Name, image and likeness and the transfer portal have killed the college football so many of us reveled in for decades. Tennessee quarterback Nico Iamaleava, after signing an eight million dollar over four years NIL contract, decided to hold out by not reporting for spring practice. While he was supposed to make $2.4 million for this season but he wants more. Thankfully, Tennessee said no thanks, you aren’t that good and has moved one. Iamaleava will enter the transfer portal but I doubt he’s going to find anywhere that will pay him the four million a year he wants. Why? He just isn’t that good.
But let’s look at another aspect of the NIL system. Why, if a player is making a million dollars a year or more, do they still get free tuition, room and board and tutoring? If they are professional players they shouldn’t be on scholarships, they should be paying to play. NIL and the transfer portal have driven some good people like Nick Sabin out of the sport and set up a system where 18-21 year olds get to act like 30 year old professionals. The problem is all these kids have a crowd of people telling the what they should do. I have no doubt that Iamaleava didn’t decide to hold out for more money by his nineteen year old self. Somebody said, “Nico you can get more money from the school. Tell them you aren’t going to practice until they give you more money.” So he holds out even though he had already signed a contract.
The Curt Flood case changed baseball and to my mind not for the better. You remember Curt is the person who sued and won and Free Agency resulted, so you never know who you favorite players are going to be with season to season. We lost the team identity to a collection of players that changes year to year. The same thing happens with the transfer portal. We griped for years that the team owners with the most money won the most world series championships. Then they finally put a salary cap in the game but even now you don’t know who your favorite player is going to be with next year. I’m sure the players love it because there’s millions of dollars in a game I would play for free. Heck, I’d pay them to let me play.
I played football at a school where there were no athletic scholarships. In those days it was just small college football but now they call it Division III. We played football because we liked to play football. The majority of those playing even Division I football won’t go on to the NFL but the college game is now based on those who will. There is a significant dichotomy between your second string right tackle and the five star right tackle making a million dollars a year. What does the second string tackle make?
Football is a team sport, if people don’t block, runners can’t score and passers can’t throw but when you have QBs and wide receivers being paid millions of dollars a year what does it do to team spirit in the locker room? When you arrive to practice in a beat up used car how do you feel about blocking for a guy who arrives in a Ferrari? How do million dollar players feel about playing through pain or acting as a decoy while someone else gets the ball? How do you relate with the three star recruit who needs the scholarship to get an undergraduate degree to go on in the world and make $80,000 a year working in middle management?
Somebody, somewhere has got to bring some common sense and practicality back into sports in general and college sports in particular. I think having to sit out a year if you transferred was a good rule. Now if the coach yells at you and you’re any good at your position you just transfer. You don’t learn any life lessons from cut and run tactics and we were always told that football was a metaphor for life.
But there is one hope, a collection of prima donnas is not a team and in football teams win, not individuals.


Copy out each line of the listing that has the word "Organizational" in it.

** Opening RECORDS PROVIDED block **

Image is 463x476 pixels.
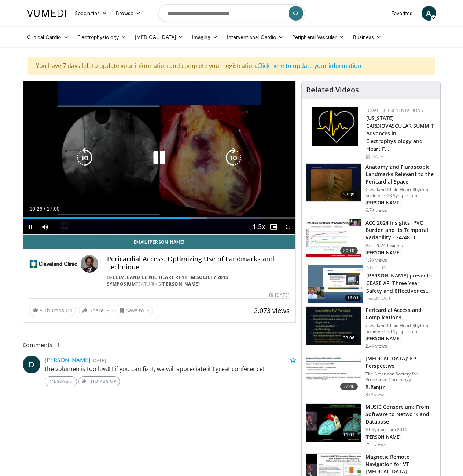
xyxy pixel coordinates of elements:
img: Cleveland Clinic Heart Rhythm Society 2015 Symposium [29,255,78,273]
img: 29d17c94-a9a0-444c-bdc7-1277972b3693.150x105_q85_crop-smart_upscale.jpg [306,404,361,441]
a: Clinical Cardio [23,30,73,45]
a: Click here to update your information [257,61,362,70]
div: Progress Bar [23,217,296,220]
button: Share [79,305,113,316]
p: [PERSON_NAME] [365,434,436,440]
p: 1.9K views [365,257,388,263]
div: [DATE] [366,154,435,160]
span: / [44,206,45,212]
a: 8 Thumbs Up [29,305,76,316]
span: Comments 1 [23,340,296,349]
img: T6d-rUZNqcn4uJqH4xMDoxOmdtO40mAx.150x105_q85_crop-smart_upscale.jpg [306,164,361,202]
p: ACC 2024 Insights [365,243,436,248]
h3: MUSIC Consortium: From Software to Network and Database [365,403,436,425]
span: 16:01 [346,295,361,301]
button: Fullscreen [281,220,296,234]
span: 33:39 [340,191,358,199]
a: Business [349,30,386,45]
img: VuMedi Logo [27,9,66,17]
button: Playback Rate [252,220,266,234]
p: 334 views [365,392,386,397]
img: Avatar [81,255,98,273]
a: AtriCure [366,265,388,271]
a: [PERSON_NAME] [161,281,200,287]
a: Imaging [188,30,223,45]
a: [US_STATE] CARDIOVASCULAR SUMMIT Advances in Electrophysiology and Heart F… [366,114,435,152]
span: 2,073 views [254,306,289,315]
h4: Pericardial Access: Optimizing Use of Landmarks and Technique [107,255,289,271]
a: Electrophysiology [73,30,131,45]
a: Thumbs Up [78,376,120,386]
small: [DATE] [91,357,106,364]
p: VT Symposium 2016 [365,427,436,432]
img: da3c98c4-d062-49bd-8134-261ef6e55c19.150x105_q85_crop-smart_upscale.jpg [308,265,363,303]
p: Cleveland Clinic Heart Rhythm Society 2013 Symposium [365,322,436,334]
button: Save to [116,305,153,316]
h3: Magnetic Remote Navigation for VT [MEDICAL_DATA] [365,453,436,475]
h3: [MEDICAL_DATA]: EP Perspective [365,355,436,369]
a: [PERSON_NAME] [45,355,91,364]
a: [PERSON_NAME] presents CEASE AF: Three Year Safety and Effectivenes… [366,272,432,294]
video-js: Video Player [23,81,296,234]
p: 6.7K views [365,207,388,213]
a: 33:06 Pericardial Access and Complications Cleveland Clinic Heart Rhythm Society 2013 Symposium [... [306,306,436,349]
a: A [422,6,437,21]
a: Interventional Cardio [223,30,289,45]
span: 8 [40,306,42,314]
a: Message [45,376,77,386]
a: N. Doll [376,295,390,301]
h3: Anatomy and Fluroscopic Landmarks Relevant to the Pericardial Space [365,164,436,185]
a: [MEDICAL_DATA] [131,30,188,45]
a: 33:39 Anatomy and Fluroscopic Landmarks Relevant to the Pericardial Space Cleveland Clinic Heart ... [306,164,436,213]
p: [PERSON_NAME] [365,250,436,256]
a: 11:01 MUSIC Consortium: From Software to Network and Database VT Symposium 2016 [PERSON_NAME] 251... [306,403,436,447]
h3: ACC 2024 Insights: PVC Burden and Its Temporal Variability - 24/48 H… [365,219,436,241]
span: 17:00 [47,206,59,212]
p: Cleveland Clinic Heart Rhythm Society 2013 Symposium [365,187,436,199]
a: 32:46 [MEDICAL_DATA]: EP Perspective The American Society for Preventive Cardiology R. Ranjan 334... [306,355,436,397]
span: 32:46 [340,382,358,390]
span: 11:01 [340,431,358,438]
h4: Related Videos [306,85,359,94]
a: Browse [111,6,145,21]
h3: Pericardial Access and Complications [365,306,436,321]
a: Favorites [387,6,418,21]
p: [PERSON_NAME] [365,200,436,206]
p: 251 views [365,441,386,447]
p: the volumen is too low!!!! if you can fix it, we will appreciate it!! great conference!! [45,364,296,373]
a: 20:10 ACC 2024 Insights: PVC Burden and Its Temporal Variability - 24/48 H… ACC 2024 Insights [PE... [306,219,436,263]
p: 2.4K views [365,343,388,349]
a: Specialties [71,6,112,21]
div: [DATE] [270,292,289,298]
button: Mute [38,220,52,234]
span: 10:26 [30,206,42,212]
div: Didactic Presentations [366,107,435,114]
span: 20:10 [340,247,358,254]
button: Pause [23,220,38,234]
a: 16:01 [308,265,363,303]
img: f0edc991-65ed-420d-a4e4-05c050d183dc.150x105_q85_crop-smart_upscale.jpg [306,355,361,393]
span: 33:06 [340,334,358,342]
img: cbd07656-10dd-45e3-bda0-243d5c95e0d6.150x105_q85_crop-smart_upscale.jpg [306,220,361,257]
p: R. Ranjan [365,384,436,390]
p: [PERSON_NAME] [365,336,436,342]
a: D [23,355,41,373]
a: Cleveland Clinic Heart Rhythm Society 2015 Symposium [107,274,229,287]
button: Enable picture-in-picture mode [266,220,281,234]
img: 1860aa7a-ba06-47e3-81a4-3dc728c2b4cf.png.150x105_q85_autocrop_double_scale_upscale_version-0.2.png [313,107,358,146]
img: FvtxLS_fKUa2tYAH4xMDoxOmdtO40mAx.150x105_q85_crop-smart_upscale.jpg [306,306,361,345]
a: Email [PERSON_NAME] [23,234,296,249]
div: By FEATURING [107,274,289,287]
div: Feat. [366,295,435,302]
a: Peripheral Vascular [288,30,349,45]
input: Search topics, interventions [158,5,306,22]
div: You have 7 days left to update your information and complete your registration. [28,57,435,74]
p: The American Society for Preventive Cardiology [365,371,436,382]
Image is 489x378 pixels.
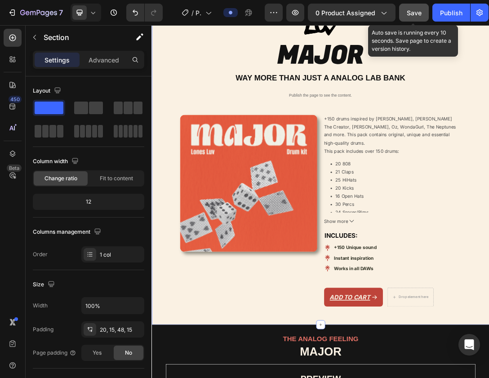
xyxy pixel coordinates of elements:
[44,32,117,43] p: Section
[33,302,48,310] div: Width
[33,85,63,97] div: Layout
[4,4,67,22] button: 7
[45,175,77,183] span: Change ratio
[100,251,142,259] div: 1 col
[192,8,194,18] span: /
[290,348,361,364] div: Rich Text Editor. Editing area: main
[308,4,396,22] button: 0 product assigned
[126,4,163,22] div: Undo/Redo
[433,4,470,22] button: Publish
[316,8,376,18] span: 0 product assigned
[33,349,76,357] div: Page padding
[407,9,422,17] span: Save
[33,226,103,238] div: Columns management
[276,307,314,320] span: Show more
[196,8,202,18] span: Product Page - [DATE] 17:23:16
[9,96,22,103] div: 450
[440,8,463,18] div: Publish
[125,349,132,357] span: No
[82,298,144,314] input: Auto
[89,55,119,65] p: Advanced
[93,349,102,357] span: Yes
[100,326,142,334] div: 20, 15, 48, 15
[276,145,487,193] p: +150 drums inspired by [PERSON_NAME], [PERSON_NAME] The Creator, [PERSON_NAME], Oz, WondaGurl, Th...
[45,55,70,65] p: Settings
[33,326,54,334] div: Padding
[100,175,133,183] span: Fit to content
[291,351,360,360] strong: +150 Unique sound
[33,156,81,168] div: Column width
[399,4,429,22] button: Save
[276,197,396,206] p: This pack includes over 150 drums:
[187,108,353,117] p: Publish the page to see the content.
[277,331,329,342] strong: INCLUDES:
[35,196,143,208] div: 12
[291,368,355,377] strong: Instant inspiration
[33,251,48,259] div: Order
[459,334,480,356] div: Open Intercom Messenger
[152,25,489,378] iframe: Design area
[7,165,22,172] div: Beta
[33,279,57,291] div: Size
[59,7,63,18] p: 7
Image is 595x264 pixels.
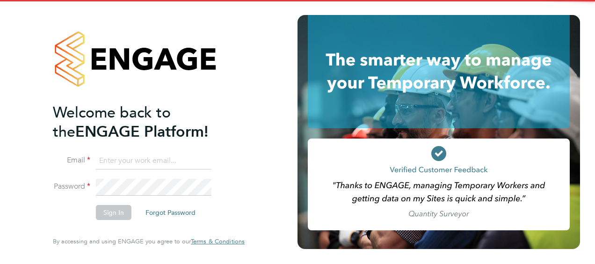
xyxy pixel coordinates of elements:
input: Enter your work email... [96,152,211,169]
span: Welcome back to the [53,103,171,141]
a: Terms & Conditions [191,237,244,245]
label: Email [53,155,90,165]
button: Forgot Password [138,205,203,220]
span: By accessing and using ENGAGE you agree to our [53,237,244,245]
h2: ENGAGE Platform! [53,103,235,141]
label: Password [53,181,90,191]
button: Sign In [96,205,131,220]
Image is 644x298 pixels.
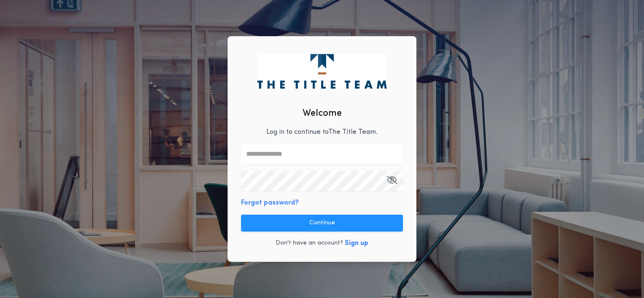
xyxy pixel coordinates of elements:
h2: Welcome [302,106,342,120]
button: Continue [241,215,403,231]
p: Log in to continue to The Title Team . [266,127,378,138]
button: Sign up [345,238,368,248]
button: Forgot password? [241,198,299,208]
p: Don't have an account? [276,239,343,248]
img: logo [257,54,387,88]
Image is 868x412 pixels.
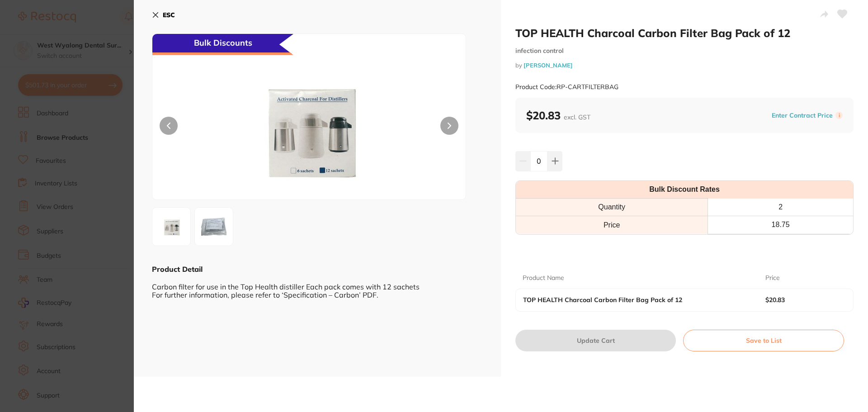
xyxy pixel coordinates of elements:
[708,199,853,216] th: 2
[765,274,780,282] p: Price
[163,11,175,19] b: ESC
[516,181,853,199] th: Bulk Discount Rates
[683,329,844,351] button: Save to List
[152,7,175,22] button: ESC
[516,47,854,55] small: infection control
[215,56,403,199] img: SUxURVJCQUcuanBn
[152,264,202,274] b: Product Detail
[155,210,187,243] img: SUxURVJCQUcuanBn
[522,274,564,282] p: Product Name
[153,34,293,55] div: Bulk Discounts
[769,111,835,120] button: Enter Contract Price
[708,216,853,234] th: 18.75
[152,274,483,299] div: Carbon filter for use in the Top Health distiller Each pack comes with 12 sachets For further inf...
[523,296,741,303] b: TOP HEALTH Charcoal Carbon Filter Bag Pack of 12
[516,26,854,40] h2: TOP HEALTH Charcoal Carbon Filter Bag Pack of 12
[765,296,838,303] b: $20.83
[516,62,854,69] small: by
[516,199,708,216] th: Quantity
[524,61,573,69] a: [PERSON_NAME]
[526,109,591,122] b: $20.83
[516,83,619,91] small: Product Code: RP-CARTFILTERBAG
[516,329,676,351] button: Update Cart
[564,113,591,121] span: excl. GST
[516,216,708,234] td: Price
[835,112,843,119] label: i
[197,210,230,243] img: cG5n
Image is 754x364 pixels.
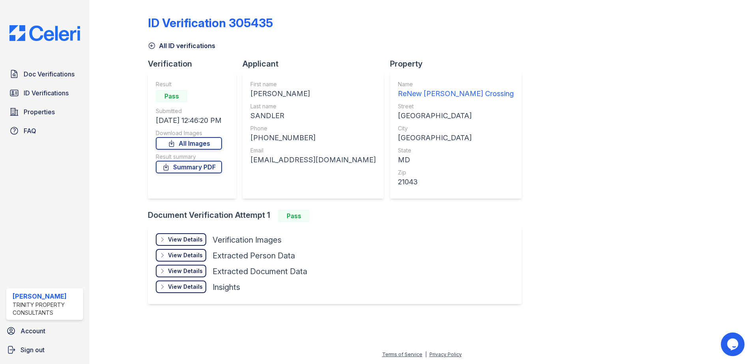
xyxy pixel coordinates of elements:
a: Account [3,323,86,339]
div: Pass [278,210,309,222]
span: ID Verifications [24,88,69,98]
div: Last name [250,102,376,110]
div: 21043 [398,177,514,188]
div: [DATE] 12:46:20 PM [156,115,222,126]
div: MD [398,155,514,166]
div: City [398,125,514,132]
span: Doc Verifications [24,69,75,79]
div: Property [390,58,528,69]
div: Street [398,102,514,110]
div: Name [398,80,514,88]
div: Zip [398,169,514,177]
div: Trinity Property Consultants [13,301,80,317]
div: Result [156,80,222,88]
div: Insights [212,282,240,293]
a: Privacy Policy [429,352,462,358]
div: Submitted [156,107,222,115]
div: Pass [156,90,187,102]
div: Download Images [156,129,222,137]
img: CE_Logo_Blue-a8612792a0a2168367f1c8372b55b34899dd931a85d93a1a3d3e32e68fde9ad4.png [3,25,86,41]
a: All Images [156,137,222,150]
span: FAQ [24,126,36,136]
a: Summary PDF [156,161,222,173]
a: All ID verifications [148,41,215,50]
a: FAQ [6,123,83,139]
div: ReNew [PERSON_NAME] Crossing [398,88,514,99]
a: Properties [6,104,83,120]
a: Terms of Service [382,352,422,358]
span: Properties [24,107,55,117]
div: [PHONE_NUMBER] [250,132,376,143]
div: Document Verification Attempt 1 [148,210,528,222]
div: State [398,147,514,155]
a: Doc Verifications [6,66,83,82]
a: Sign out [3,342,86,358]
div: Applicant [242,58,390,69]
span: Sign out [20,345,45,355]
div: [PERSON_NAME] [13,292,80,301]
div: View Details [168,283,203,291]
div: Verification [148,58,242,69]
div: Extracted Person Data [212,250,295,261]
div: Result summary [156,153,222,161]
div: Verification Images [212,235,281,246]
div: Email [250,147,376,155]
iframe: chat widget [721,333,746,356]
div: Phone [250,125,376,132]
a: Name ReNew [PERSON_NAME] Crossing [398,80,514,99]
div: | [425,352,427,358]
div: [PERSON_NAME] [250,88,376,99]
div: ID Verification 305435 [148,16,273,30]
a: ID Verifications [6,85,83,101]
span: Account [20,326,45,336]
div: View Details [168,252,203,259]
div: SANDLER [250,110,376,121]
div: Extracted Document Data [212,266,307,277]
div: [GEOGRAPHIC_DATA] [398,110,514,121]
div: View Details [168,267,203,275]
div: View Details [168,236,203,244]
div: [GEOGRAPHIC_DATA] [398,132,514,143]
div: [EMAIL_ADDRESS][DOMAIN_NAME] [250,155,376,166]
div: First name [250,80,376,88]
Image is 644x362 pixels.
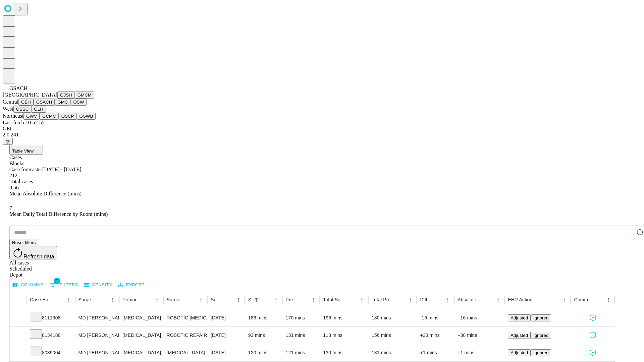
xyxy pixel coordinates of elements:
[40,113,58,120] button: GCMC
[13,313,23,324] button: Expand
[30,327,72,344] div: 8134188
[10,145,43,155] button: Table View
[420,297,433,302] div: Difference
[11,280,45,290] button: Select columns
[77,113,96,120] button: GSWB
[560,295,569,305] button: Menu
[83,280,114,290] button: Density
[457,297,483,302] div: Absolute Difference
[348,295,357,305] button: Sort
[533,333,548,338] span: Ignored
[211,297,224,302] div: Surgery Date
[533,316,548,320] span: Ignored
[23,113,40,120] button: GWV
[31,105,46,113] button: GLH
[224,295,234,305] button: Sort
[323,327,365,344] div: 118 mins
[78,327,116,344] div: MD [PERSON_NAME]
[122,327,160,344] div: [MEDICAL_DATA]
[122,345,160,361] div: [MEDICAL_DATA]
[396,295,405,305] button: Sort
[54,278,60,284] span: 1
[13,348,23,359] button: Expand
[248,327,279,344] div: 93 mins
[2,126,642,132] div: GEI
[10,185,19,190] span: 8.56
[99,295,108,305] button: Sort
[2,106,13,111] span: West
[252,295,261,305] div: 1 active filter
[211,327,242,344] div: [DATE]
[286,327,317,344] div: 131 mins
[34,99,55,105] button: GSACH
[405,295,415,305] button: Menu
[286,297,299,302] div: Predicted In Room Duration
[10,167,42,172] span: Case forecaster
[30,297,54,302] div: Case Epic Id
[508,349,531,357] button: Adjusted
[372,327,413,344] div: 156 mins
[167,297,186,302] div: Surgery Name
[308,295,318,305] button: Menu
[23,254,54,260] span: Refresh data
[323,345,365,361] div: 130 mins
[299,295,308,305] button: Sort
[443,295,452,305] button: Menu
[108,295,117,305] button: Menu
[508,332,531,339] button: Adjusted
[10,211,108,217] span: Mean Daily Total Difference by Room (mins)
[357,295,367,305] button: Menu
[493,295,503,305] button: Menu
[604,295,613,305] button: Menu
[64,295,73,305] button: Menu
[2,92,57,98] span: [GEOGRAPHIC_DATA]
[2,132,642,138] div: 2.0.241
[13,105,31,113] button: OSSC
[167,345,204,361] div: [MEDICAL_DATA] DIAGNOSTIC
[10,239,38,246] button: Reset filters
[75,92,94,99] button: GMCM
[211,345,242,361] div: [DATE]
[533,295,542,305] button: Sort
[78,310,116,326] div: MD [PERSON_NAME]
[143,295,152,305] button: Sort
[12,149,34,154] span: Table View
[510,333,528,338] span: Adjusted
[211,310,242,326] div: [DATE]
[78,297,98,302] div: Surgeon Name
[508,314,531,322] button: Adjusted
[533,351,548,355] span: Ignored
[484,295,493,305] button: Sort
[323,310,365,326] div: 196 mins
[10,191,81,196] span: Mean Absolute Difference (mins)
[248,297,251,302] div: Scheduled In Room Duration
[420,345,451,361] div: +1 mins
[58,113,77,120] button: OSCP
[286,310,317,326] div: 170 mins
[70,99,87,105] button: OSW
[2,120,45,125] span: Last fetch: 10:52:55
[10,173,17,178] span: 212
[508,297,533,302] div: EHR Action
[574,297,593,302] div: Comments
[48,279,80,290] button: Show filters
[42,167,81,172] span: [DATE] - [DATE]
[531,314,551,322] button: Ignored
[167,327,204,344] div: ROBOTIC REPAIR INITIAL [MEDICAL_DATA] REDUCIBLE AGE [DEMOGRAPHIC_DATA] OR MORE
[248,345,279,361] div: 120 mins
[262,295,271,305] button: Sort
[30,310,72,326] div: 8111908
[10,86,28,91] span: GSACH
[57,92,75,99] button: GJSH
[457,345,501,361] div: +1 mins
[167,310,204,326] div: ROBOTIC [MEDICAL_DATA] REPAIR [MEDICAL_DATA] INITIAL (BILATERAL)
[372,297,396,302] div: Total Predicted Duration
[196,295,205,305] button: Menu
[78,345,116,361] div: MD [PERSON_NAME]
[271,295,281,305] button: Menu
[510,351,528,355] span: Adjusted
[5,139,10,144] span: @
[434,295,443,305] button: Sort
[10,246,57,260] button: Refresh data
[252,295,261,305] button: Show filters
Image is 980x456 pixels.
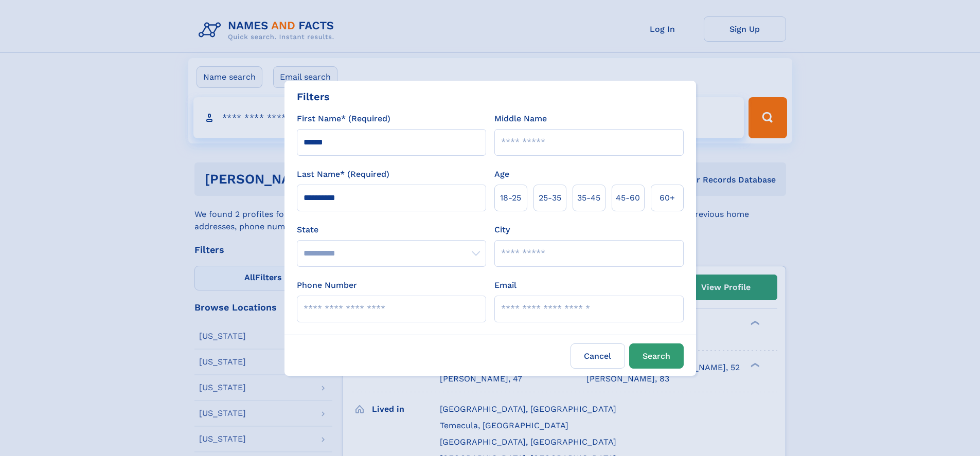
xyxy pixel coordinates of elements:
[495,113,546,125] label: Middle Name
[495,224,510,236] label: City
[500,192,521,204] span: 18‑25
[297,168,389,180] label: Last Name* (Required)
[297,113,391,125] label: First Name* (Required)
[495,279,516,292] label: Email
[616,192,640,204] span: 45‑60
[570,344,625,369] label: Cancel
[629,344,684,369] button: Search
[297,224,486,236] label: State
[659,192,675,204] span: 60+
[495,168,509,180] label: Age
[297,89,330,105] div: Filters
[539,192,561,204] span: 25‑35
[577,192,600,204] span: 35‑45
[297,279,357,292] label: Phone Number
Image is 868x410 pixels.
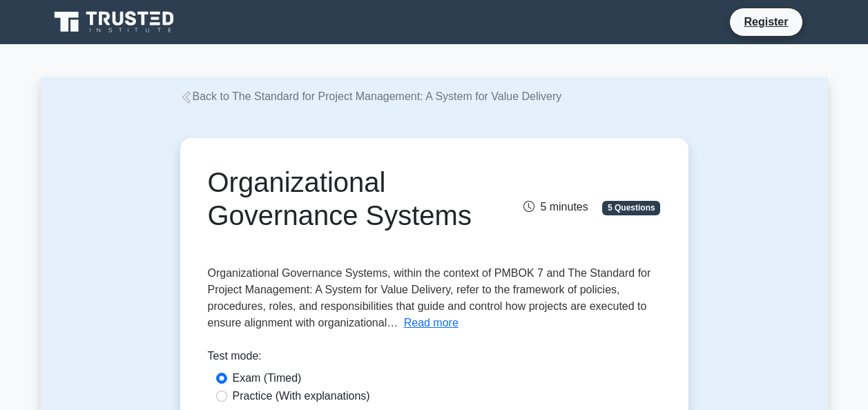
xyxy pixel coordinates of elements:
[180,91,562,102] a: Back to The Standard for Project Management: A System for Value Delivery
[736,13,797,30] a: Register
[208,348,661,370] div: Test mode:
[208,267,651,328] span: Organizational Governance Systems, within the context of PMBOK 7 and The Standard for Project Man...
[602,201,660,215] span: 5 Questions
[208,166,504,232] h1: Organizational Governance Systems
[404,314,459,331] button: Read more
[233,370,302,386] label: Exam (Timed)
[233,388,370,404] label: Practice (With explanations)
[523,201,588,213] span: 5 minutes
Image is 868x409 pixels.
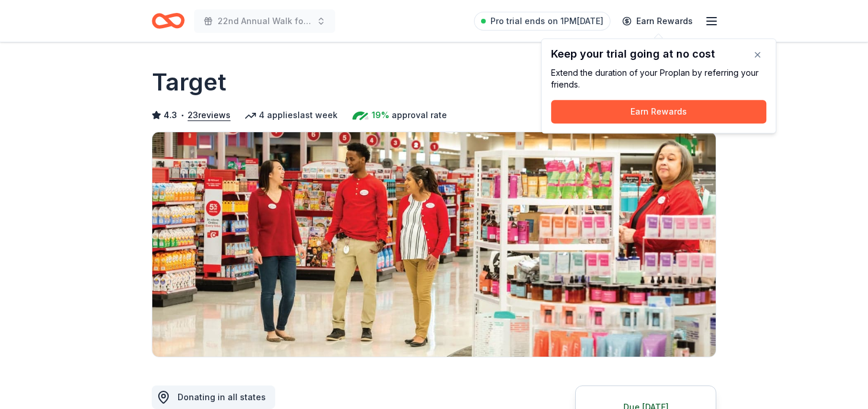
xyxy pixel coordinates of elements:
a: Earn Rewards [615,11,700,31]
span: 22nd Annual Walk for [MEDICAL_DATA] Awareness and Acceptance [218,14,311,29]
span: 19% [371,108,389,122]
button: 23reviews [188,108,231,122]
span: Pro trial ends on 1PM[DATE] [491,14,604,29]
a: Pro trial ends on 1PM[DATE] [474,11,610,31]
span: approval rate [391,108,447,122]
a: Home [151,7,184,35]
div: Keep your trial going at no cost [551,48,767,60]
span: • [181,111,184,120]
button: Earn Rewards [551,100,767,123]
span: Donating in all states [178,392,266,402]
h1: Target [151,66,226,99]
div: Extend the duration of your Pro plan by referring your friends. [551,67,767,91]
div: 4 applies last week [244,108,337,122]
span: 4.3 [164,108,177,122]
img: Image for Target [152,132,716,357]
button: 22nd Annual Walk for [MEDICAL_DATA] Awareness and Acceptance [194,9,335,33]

** Closing RECORDS PROVIDED block **

- _RESPONSE AREA_
[208,267,651,328] span: Organizational Governance Systems, within the context of PMBOK 7 and The Standard for Project Man...
[208,166,504,232] h1: Organizational Governance Systems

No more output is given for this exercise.